Their project will help determine whether video games are more effective than traditional text and video means of instilling earthquake preparedness. The game will be used as a research tool with the hope that it will eventually be publicly available for anyone to play and learn.

The game’s graphics resemble the original Pokemon Gameboy games, she said. It will allow them to assess how players approach tasks such as getting drinking water, shutting off the gas valve and helping neighbors.

The infamous San Andreas fault, which runs through California, is expected to produce the next big earthquake that devastates Southern California, which hasn’t had one of 7.8 magnitude or greater in over 150 years. The Pacific Northwest’s Cascadia subduction zone, a 600-mile fault that runs from northern California into Canada, has the potential to create 9-magnitude earthquakes.

Public officials throughout the coast often urge their constituents to take basic first steps to be prepared, such as keeping a supply of bottled water to last a few days in the immediate aftermath.

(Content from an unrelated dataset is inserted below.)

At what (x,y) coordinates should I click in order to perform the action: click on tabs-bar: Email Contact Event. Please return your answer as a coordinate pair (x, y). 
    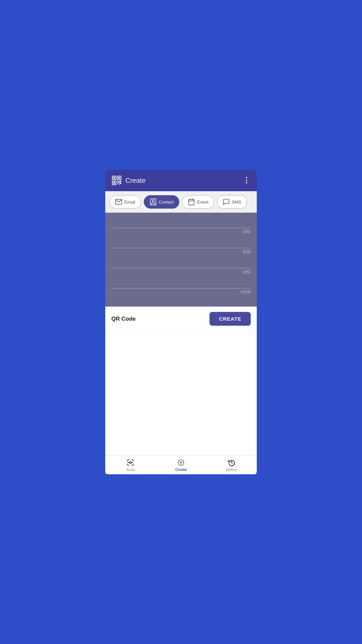
    Looking at the image, I should click on (181, 202).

But research by the California Public Policy Institute over the last 15 years shows that one-third of California residents consider themselves very knowledgeable about preparing for an earthquake, and a little more than half said they are somewhat knowledgeable.

“The crux of the problem is really about getting people to engage with this problem and getting motivated to deal with it,” said Liz Safran, who teaches a natural disasters course as an associate professor of geological science.

Safran assembled a team that includes professors of psychology, computer science, and rhetoric and media.

“That’s something that I think is kind of special about a liberal arts college where it’s a small environment and the faculty all know each other,” she said.

Gilmore and another psychology major are working with survey data, and two computer science and math students are working on the the design and creation of the game.

“It ties back to my coursework just in the sense that it’s a really interesting research opportunity,” she said.